I am trying to work on my tactics. I play pretty well here with no real time limits. But when I go to USCF tournaments I get my clock cleaned. Because my tactics are not good enough. I spent most of last year working with Silman's Reasses Your Chess and Nimzowitsch's My System and they have done a great deal for me in terms of strategy and planning. But, when the clock starts ticking I just start pushing wood and getting hammered.
Anyway, I was told to get CT-ART and I did. I found that the documentation that came with it was pretty poor and then lost it. I feel like I am not using the program to its potential or that it is just to hard for me. The lowest ELO is 1600. Yes, I tend to have a 1700s rating here. But again, take away my analysis board and start a clock and I am hot garbage! My tactics trainer and and CT-ART ratings hover around 1200.
So please, help me. Those of you that have used CT-ART what was your training program. Or considering how bad my tactics seem to be should I get something easier.
onehandgann wrote: CT is an excellent program. The best way to use it is to use Grades By Difficulty. Start with problem 1 from level 1 and work your way up. The problems will get more difficult as you progress and you will never know what tactical them you are working on(like in regular over the board play) if you use CT ART this way. Start with level one in practice mode then level 2 etc. You could change it to test mode after finishing each level for a quick review. Also keep in mind time used to solve the problems in CT ART does not affect your rating so you can take your time and really work on calculating. You do not have to rush like here or Chess Tactics Server. I recommend you go through the same problems more than once each time faster to change from working on your calculation skills to your recognition skills. Hope this helps.
All my Convekta products run fine on my Vista machine after using the advice on their website (www.chessok.com). CT-Art 3.0 is my favourite training tool. You could also try to register (for free) at: " target="_blank">http://chess.emrald.net/
Good tactics training but kind of stresssfull....
An even better alternative is to subscribe to chess.com and take full advantage of the Tactics Trainer.
Chess Tactics Server is my main training tool.
http://chess.emrald.net
NM Dan Heisman, author of the award winning "Novice Nook"(For novices and beyond) has suggested lessĀ positional studies until you are at least good enough to avoid "Hope Chess" and stop losing to basic tactics. Players 1600+ OTB USCF rating should usually qualify under that. Silman's reassess your chess is a good book, but it contains a lot of information that will not help most players who still need tactical work and need to play "Real Chess". U will learn a lot from it, but it will not be useful until you are good enough with basic tactics/ thought process(1500+ usually). As Dan says, its like putting a middle school social studies student into college level microeconomics:The student gets a lot of information that was unknown to them, but it will not be useful until they learn basic social studies. So at your level, I suggest Heisman's Back to Basics- Tactics, FM Lilov's From basics to brilliance DVD(I have used both before). These will help you to immediately recognize good tactical patterns for u and ur opponentĀ and learn to search for them effectively and extend your understanding into combinations. Heisman's novice nook columns will also help a lot, and his "The improving chess thinker" will be a permanent guide for your thought process till you are an expert or master.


• [Exercise goal]: Please transcribe every entry below exactly, without including the pictures.

Start of Data for processing

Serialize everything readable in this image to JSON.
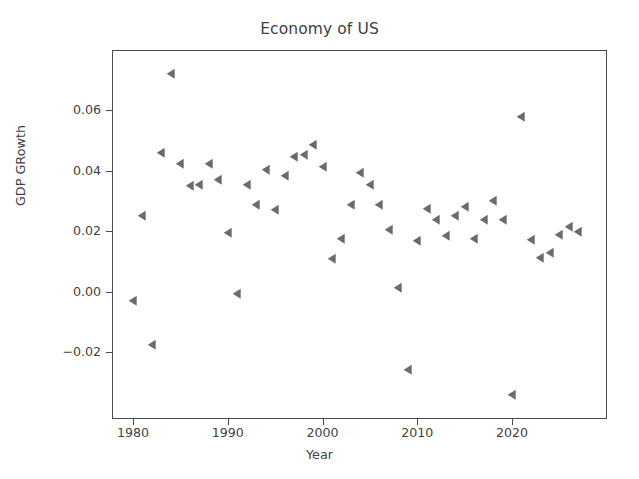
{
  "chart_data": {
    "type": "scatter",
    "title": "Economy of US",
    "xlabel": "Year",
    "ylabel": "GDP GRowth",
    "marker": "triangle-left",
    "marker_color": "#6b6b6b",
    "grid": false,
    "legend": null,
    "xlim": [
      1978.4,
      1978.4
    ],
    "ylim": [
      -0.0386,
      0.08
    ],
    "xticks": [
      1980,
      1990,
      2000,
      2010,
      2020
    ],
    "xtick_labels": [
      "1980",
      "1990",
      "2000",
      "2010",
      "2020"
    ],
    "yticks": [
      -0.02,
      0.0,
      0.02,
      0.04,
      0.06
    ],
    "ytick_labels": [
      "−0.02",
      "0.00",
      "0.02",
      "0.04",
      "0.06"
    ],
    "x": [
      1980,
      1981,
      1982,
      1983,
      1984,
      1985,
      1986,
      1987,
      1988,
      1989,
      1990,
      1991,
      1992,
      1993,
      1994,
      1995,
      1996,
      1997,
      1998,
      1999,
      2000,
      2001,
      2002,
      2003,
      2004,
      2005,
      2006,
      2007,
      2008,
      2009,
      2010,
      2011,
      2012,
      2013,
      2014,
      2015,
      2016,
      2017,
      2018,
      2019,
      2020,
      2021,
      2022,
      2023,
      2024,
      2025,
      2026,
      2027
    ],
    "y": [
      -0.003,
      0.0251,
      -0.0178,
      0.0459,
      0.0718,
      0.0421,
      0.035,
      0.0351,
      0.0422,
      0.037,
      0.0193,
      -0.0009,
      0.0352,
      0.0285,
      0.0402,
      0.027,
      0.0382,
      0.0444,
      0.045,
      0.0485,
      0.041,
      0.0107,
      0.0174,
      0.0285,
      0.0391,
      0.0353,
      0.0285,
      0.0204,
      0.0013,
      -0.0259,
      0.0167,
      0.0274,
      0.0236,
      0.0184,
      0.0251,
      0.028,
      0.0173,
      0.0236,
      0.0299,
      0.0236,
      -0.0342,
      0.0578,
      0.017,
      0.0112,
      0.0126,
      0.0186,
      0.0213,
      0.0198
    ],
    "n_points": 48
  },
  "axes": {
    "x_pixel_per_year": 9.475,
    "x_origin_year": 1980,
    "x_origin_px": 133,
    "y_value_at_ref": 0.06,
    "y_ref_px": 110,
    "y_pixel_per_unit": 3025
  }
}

End of Data for processing

• [Answer box]:
Serialize everything readable in this image to JSON.
{
  "chart_data": {
    "type": "scatter",
    "title": "Economy of US",
    "xlabel": "Year",
    "ylabel": "GDP GRowth",
    "marker": "triangle-left",
    "marker_color": "#6b6b6b",
    "grid": false,
    "legend": null,
    "xlim": [
      1978.4,
      1978.4
    ],
    "ylim": [
      -0.0386,
      0.08
    ],
    "xticks": [
      1980,
      1990,
      2000,
      2010,
      2020
    ],
    "xtick_labels": [
      "1980",
      "1990",
      "2000",
      "2010",
      "2020"
    ],
    "yticks": [
      -0.02,
      0.0,
      0.02,
      0.04,
      0.06
    ],
    "ytick_labels": [
      "−0.02",
      "0.00",
      "0.02",
      "0.04",
      "0.06"
    ],
    "x": [
      1980,
      1981,
      1982,
      1983,
      1984,
      1985,
      1986,
      1987,
      1988,
      1989,
      1990,
      1991,
      1992,
      1993,
      1994,
      1995,
      1996,
      1997,
      1998,
      1999,
      2000,
      2001,
      2002,
      2003,
      2004,
      2005,
      2006,
      2007,
      2008,
      2009,
      2010,
      2011,
      2012,
      2013,
      2014,
      2015,
      2016,
      2017,
      2018,
      2019,
      2020,
      2021,
      2022,
      2023,
      2024,
      2025,
      2026,
      2027
    ],
    "y": [
      -0.003,
      0.0251,
      -0.0178,
      0.0459,
      0.0718,
      0.0421,
      0.035,
      0.0351,
      0.0422,
      0.037,
      0.0193,
      -0.0009,
      0.0352,
      0.0285,
      0.0402,
      0.027,
      0.0382,
      0.0444,
      0.045,
      0.0485,
      0.041,
      0.0107,
      0.0174,
      0.0285,
      0.0391,
      0.0353,
      0.0285,
      0.0204,
      0.0013,
      -0.0259,
      0.0167,
      0.0274,
      0.0236,
      0.0184,
      0.0251,
      0.028,
      0.0173,
      0.0236,
      0.0299,
      0.0236,
      -0.0342,
      0.0578,
      0.017,
      0.0112,
      0.0126,
      0.0186,
      0.0213,
      0.0198
    ],
    "n_points": 48
  },
  "axes": {
    "x_pixel_per_year": 9.475,
    "x_origin_year": 1980,
    "x_origin_px": 133,
    "y_value_at_ref": 0.06,
    "y_ref_px": 110,
    "y_pixel_per_unit": 3025
  }
}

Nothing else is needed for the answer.